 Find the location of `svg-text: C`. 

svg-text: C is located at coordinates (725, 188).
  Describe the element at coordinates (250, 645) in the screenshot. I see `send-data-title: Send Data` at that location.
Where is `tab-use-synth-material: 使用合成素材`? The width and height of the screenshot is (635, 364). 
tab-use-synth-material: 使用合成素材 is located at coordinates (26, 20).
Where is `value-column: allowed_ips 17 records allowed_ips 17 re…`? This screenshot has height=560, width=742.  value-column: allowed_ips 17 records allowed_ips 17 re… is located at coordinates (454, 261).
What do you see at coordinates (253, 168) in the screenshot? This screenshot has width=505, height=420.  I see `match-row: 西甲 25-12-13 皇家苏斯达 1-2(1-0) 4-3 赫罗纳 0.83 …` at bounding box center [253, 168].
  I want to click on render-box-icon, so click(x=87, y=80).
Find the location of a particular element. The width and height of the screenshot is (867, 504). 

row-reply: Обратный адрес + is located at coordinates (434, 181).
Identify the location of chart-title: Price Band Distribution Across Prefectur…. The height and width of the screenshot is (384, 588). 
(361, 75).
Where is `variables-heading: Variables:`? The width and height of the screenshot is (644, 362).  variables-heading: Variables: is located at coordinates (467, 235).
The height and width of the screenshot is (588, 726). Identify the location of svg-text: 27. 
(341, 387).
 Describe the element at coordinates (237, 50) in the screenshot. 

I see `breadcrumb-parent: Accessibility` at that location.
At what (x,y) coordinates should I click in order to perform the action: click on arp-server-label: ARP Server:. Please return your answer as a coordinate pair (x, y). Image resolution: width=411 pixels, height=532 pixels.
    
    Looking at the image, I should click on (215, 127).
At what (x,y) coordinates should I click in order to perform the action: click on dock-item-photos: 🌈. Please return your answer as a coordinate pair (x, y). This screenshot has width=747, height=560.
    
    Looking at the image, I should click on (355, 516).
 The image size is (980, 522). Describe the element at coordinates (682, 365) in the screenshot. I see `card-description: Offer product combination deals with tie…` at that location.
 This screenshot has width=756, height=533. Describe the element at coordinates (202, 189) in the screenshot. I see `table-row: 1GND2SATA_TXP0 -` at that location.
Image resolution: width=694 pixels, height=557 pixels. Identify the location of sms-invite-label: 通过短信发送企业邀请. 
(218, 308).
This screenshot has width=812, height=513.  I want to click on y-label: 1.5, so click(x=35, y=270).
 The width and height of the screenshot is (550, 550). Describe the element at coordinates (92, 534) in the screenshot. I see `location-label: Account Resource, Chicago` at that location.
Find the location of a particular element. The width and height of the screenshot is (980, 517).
-----
#### Assignment
The expected output is the complete data, repeated exactly.

#### Answer for the task
 Find the location of `svg-text: C`. 

svg-text: C is located at coordinates (725, 188).
  Describe the element at coordinates (250, 645) in the screenshot. I see `send-data-title: Send Data` at that location.
Where is `tab-use-synth-material: 使用合成素材`? The width and height of the screenshot is (635, 364). 
tab-use-synth-material: 使用合成素材 is located at coordinates (26, 20).
Where is `value-column: allowed_ips 17 records allowed_ips 17 re…`? This screenshot has height=560, width=742.  value-column: allowed_ips 17 records allowed_ips 17 re… is located at coordinates (454, 261).
What do you see at coordinates (253, 168) in the screenshot? This screenshot has width=505, height=420.  I see `match-row: 西甲 25-12-13 皇家苏斯达 1-2(1-0) 4-3 赫罗纳 0.83 …` at bounding box center [253, 168].
  I want to click on render-box-icon, so click(x=87, y=80).
Find the location of a particular element. The width and height of the screenshot is (867, 504). 

row-reply: Обратный адрес + is located at coordinates (434, 181).
Identify the location of chart-title: Price Band Distribution Across Prefectur…. The height and width of the screenshot is (384, 588). 
(361, 75).
Where is `variables-heading: Variables:`? The width and height of the screenshot is (644, 362).  variables-heading: Variables: is located at coordinates (467, 235).
The height and width of the screenshot is (588, 726). Identify the location of svg-text: 27. 
(341, 387).
 Describe the element at coordinates (237, 50) in the screenshot. 

I see `breadcrumb-parent: Accessibility` at that location.
At what (x,y) coordinates should I click in order to perform the action: click on arp-server-label: ARP Server:. Please return your answer as a coordinate pair (x, y). Image resolution: width=411 pixels, height=532 pixels.
    
    Looking at the image, I should click on (215, 127).
At what (x,y) coordinates should I click in order to perform the action: click on dock-item-photos: 🌈. Please return your answer as a coordinate pair (x, y). This screenshot has width=747, height=560.
    
    Looking at the image, I should click on (355, 516).
 The image size is (980, 522). Describe the element at coordinates (682, 365) in the screenshot. I see `card-description: Offer product combination deals with tie…` at that location.
 This screenshot has width=756, height=533. Describe the element at coordinates (202, 189) in the screenshot. I see `table-row: 1GND2SATA_TXP0 -` at that location.
Image resolution: width=694 pixels, height=557 pixels. Identify the location of sms-invite-label: 通过短信发送企业邀请. 
(218, 308).
This screenshot has width=812, height=513.  I want to click on y-label: 1.5, so click(x=35, y=270).
 The width and height of the screenshot is (550, 550). Describe the element at coordinates (92, 534) in the screenshot. I see `location-label: Account Resource, Chicago` at that location.
Find the location of a particular element. The width and height of the screenshot is (980, 517).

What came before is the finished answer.